Tobin's tax on foreign currency transactions: After the Bretton Woods agreement collapsed, one witnessed the development of various pegged and floating currency exchange rates around the world. Tobin proposed that a small, per-transaction tax on currency exchange transactions would discourage speculation in the form of frequent, large, short-term currency transactions. Given the size of large international financial institutions relative to the size of many developing economies, large scale speculation in the foreign exchange market has major macroeconomic consequences for smaller economies. A Tobin tax is intended to cushion the effect of such speculation for these economies.

Tobit model in econometrics: Tobin contributed to econometric modelling while outlining his Portfolio Selection Theory. The model he proposed was given the name 'Tobit Model' by Arthur Goldberger. Tobit modelling is an econometric technique to estimate the influence that a set of independent variables may have on a dependent variable whose possible values are limited, or "censored", above or below a given threshold (usually at zero).

Tobin and public policy

Tobin had a public persona in addition to his academic life. He took a break to flirt with public service when he joined as a member of President John F Kennedy's Council of Economic Advisors from January 1961 to July 1962. He was a co-author of a report on the state of the US economy along with Walter Heller, Kermit Gordon, Robert Solow and Arthur Okun. He called this "the manifesto of our [Keynesian] economics, applied to the United States and the world economic conditions of the day."

Tobin was also an advisor to 1972 presidential candidate George McGovern. Tobin believed that government regulation often causes damage. "We should be especially suspicious of interventions that seem both inefficient and inequitable," he wrote; "for example, rent controls in New York or Moscow or Mexico City, or price supports and irrigation subsidies benefiting affluent farmers, or low-interest loans to well-heeled students."

Tobin also served on the Board of Governors of the Federal Reserve and the Council of Economic Advisors.

Tobin's work has found wide applications in public policy. For example, his q concept has been used to address the problem facing various firms — that the stock market value is too small as compared to the costs of building new plants. Tobin's analysis tells us that the stock market can give us

valuable information on how savings and investment can be allocated at the national level and even at the international level (since MNCs operate across borders and are listed on multiple stock exchanges).

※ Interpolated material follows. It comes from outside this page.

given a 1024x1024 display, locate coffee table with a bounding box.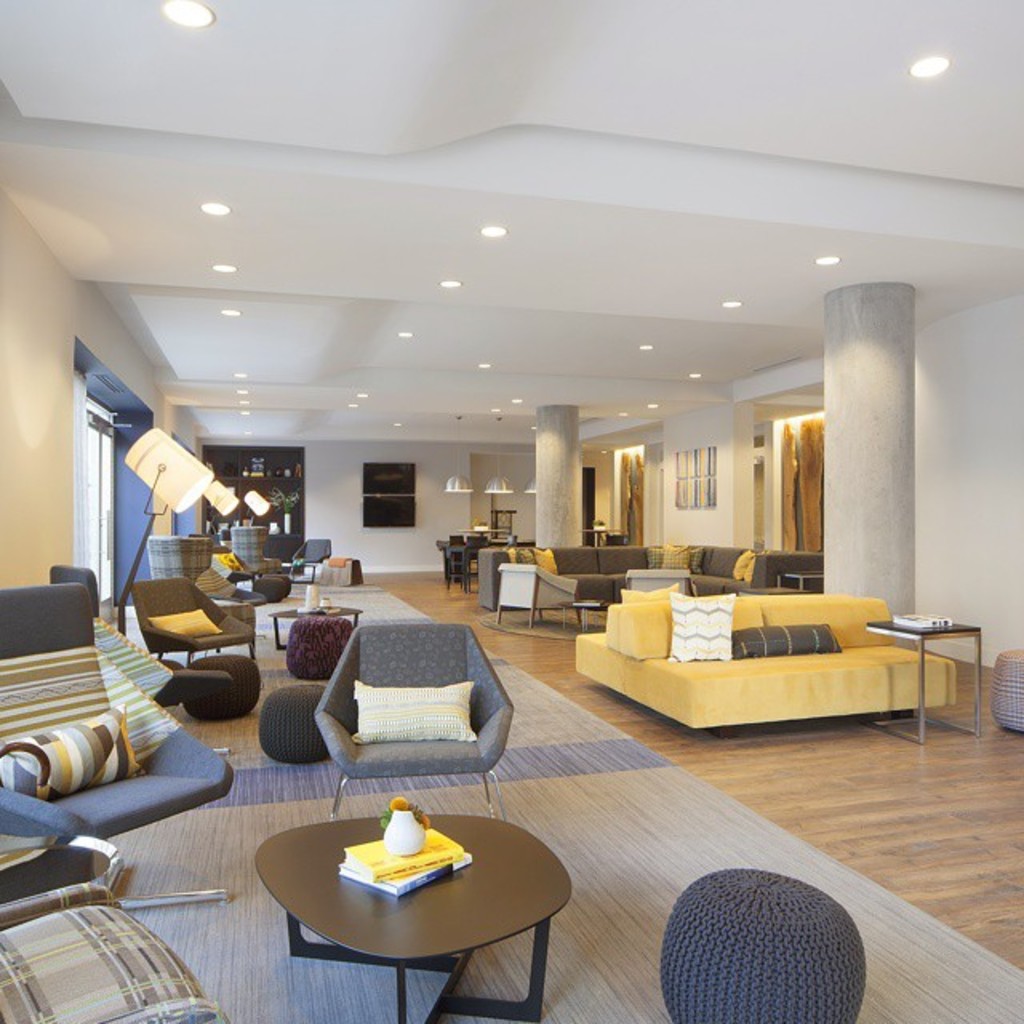
Located: <region>238, 787, 581, 1018</region>.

Tobin's work also taught us how to look at the impact of monetary policy in a novel way. His transmission mechanism from the financial sector to the real sector is an innovative way to explain how monetary policy impacts macroeconomic variables like output, employment, the balance of payments and inflation. Differing with Milton Friedman, he suggested that the demand for money responded to interest rates and that a constant growth rate for some monetary aggregate is unlikely to contribute to economic stability. Both monetary and fiscal feedback rules can, in principle, help stabilise the real economy. It may be recalled that according to Friedman, fiscal policy was ineffective in its impact on aggregate demand.

Conclusion

Tobin passed away on March 11, 2002, but left behind a rich legacy of work in several areas ranging from macroeconomics to econometrics. He has been rightly referred to as the greatest macroeconomist of his generation. His research in portfolio selection and asset

pricing theory (especially the Portfolio Separation Theorem), econometric methodology (especially the Tobit model) and his pioneering work using both time-series and cross-sectional data to estimate food demand functions, Tobin's q, the 'Tobin Tax', the monetary and fiscal policy effectiveness debate with Milton Friedman and others are only some of his contributions.